If Little Women is a novel about growing up in New England with one eye always on the faraway chaos of the Civil War, March is its mirror image. It…

If Little Women is a novel about growing up in New England with one eye always on the faraway chaos of the Civil War, March is its mirror image. It is the story of Meg, Jo, Beth and Amy’s father, a chaplain embedded with Union forces in the South, whose mind constantly turns to his wife and “little women” back in Concord, Massachusetts. Often these thoughts of his family are mixed with guilt over his real and imagined betrayal of them and of his own conscience.

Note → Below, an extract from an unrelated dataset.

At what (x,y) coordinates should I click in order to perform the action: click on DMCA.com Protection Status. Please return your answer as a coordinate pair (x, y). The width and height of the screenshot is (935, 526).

March paints a picture of the American Civil War that vividly depicts what happens when idealism meets brutality. The harsh treatment of slaves and the dangers of life on a cotton plantation confiscated but not protected by the Union army are horrifying and serve as a test of March’s character.

March is actually the story of three families: the one in this novel, the one in Little Women and the real family that served as the model for both books – that of Louisa May Alcott herself. Geraldine Brooks’ Afterword to March should not be missed; it details the research Brooks used to draw her portrait of the March family and especially the father who was modeled on Bronson Alcott. Alcott himself, however, never went south with the troops; as Brooks writes, “So I have imagined a war for a Union chaplain of Bronson Alcott’s transcendentalist and abolitionist convictions.”

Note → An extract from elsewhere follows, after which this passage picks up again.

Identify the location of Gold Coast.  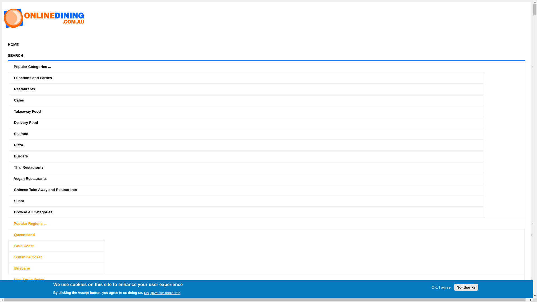
(62, 246).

Brooks also fills out the portrait of Marmee. Louisa May Alcott hints at Marmee’s temperament and her struggles with anger management, but Brooks invents incidents that make her Marmee seem nearly deranged. Like her husband, Marmee throws herself into the cause of abolitionism with great fervor, even offering her home as a station on the Underground Railroad, up to the point when March loses all their money through an ill-advised investment scheme sold by none other than John Brown. Other well-known historical figures appear briefly in the novel, including Henry David Thoreau, yet another fiery idealist who was a friend of the Alcott family.

March is the first of three books that have been selected for “Making Sense of the American Civil War,” a reading and discussion series sponsored by the National Endowment for the Humanities and the American Library Association, with additional support from Indiana Humanities. The series is set to launch in 2012 at public libraries around the country, including five in Indiana: Eckhart (Auburn), Marion, Middlebury, Shelbyville and Whiting. The books will also be available through Novel Conversations after the conclusion of the program.